Is There A Double Standard On Leak Probes?
By Murray Waas, National Journal
http://news.nationaljournal.com/articles/0425nj1.htmWhen the CIA announced on Friday that it had fired an employee who the agency claims "knowingly and willfully shared classified intelligence" with a newspaper reporter, Senate Intelligence Committee Chairman Pat Roberts, R-Kansas, immediately praised the agency's action, saying that "unauthorized disclosures of classified information can significantly harm our ability to protect the American people."
Roberts, one of the staunchest defenders of the Bush administration's effort to stop the flow of sensitive information to the press, said in a statement that "hose who leak classified information not only risk the disclosure of intelligence sources and methods, but also expose the brave men and women of the intelligence community to greater danger. Clearly, those guilty of improperly disclosing classified information should be prosecuted to the fullest extent of the law."
But three years ago on the eve of the invasion of Iraq, Roberts himself was involved in disclosing sensitive intelligence information that, according to four former senior intelligence officers, impaired efforts to capture Saddam Hussein and potentially threatened the lives of Iraqis who were spying for the United States.
On March 20, 2003, at the onset of military hostilities between U.S. and Iraqi forces, Roberts said in a speech to the National Newspaper Association that he had "been in touch with our intelligence community" and that the CIA had informed President Bush and the National Security Council "of intelligence information from what we call human intelligence that indicated the location of Saddam Hussein and his leadership in a bunker in the suburbs of Baghdad."
Guess it all depends on who is doing the leaking and for what political purposes that information is leaked. Wonder if those spies and those efforts were the DB/Rockstars.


ASSIGNMENT: Quote exactly and only this range of lines in the data below: the line that holds "Image is 868x442 pixels." to the line that holds "Image is 644x306 pixels.", both included.

GIVEN INFORMATION:
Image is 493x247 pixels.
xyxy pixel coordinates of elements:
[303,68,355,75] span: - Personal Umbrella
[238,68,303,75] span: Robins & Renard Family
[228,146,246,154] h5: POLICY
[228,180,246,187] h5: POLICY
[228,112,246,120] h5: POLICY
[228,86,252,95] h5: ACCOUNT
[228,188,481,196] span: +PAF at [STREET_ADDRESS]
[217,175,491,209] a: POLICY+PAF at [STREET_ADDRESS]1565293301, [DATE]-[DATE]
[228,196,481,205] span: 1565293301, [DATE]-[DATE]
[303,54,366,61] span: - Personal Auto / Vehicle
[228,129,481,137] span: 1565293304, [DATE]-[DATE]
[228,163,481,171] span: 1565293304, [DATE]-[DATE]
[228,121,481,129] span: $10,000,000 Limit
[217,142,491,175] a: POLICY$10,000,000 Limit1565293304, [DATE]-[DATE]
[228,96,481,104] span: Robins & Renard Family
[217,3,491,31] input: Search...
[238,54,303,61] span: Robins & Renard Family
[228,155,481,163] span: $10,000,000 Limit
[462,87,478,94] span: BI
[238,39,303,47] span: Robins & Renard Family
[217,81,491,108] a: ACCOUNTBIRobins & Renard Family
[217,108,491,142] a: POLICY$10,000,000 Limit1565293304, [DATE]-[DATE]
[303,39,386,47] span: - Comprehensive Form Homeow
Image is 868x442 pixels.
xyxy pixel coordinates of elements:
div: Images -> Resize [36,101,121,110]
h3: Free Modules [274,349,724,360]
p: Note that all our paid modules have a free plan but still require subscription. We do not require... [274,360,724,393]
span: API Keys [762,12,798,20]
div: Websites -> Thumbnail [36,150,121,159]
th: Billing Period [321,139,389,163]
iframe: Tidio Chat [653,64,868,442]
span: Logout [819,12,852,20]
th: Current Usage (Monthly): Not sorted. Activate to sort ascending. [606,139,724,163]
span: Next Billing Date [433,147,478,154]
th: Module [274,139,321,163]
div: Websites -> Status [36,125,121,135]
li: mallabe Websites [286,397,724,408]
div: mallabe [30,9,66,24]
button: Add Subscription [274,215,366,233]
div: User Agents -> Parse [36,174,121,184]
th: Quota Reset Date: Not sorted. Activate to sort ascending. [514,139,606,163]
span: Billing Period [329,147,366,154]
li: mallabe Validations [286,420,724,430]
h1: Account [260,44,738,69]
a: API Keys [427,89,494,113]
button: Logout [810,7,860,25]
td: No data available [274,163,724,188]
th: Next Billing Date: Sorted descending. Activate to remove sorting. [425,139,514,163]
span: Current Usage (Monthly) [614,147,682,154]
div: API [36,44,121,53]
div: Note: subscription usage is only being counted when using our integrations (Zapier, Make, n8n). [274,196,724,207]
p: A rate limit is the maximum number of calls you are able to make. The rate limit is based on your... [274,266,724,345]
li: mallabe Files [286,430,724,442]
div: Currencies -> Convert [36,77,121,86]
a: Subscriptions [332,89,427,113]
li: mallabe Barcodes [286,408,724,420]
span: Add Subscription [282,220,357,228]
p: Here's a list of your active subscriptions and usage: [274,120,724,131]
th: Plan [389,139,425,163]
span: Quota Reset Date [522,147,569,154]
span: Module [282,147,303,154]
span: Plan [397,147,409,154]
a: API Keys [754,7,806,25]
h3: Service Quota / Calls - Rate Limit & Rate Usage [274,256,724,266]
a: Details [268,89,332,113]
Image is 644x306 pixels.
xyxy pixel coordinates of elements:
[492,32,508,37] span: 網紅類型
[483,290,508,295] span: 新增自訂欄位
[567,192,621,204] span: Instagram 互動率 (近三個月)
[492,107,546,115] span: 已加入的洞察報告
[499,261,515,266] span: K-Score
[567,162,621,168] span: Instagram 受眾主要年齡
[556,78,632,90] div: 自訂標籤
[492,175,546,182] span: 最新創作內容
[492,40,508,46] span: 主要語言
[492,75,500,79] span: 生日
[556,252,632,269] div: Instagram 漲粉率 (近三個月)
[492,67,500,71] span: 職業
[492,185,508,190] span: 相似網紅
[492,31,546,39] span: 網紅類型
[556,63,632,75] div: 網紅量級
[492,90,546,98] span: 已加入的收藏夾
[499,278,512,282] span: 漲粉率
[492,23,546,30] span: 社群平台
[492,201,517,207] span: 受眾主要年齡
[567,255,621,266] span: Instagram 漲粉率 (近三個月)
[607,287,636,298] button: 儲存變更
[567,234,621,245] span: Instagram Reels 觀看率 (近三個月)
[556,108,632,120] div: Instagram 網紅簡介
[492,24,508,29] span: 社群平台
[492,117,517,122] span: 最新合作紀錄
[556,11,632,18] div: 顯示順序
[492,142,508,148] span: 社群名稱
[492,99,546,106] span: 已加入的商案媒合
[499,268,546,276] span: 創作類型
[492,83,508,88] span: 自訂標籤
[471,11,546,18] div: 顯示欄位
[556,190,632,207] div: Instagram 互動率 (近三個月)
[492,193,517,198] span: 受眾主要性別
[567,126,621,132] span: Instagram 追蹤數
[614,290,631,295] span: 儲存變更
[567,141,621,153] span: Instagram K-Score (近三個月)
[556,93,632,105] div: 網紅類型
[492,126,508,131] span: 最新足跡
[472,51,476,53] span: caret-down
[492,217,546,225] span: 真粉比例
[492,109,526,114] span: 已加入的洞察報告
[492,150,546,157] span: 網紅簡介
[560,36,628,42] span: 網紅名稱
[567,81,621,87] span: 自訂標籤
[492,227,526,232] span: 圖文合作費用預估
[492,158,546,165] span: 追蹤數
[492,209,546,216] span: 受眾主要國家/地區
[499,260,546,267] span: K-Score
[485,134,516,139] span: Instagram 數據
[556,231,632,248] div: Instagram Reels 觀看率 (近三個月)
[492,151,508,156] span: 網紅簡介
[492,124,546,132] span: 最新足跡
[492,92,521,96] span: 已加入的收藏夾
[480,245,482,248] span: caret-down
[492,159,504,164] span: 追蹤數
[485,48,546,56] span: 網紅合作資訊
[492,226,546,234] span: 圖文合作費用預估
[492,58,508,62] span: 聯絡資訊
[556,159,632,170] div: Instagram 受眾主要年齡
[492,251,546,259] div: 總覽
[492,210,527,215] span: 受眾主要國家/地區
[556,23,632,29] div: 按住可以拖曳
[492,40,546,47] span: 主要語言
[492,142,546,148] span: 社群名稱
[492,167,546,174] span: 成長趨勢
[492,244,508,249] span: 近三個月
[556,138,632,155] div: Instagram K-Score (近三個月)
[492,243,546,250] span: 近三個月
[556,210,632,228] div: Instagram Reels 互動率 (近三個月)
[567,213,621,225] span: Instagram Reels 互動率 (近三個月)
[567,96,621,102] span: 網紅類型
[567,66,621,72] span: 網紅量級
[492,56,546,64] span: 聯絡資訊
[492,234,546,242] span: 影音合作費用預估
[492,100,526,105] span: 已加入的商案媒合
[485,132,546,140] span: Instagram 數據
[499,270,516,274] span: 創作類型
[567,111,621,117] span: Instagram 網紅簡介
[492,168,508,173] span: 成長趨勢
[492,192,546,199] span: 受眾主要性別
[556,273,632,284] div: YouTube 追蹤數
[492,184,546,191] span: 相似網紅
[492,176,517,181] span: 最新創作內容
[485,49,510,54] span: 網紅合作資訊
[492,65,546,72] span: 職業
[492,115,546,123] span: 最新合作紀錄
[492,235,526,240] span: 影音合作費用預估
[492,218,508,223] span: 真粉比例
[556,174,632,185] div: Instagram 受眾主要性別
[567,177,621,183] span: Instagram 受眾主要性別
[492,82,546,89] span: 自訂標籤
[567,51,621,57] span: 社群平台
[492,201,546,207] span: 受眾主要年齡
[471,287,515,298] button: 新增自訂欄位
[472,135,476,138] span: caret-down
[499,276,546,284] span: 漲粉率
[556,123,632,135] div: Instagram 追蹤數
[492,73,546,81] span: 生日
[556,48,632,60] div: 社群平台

ANSWER TO THIS TASK:
Image is 868x442 pixels.
xyxy pixel coordinates of elements:
div: Images -> Resize [36,101,121,110]
h3: Free Modules [274,349,724,360]
p: Note that all our paid modules have a free plan but still require subscription. We do not require... [274,360,724,393]
span: API Keys [762,12,798,20]
div: Websites -> Thumbnail [36,150,121,159]
th: Billing Period [321,139,389,163]
iframe: Tidio Chat [653,64,868,442]
span: Logout [819,12,852,20]
th: Current Usage (Monthly): Not sorted. Activate to sort ascending. [606,139,724,163]
span: Next Billing Date [433,147,478,154]
th: Module [274,139,321,163]
div: Websites -> Status [36,125,121,135]
li: mallabe Websites [286,397,724,408]
div: mallabe [30,9,66,24]
button: Add Subscription [274,215,366,233]
div: User Agents -> Parse [36,174,121,184]
th: Quota Reset Date: Not sorted. Activate to sort ascending. [514,139,606,163]
span: Billing Period [329,147,366,154]
li: mallabe Validations [286,420,724,430]
h1: Account [260,44,738,69]
a: API Keys [427,89,494,113]
button: Logout [810,7,860,25]
td: No data available [274,163,724,188]
th: Next Billing Date: Sorted descending. Activate to remove sorting. [425,139,514,163]
span: Current Usage (Monthly) [614,147,682,154]
div: API [36,44,121,53]
div: Note: subscription usage is only being counted when using our integrations (Zapier, Make, n8n). [274,196,724,207]
p: A rate limit is the maximum number of calls you are able to make. The rate limit is based on your... [274,266,724,345]
li: mallabe Files [286,430,724,442]
div: Currencies -> Convert [36,77,121,86]
a: Subscriptions [332,89,427,113]
li: mallabe Barcodes [286,408,724,420]
span: Add Subscription [282,220,357,228]
p: Here's a list of your active subscriptions and usage: [274,120,724,131]
th: Plan [389,139,425,163]
span: Quota Reset Date [522,147,569,154]
span: Module [282,147,303,154]
span: Plan [397,147,409,154]
a: API Keys [754,7,806,25]
h3: Service Quota / Calls - Rate Limit & Rate Usage [274,256,724,266]
a: Details [268,89,332,113]
Image is 644x306 pixels.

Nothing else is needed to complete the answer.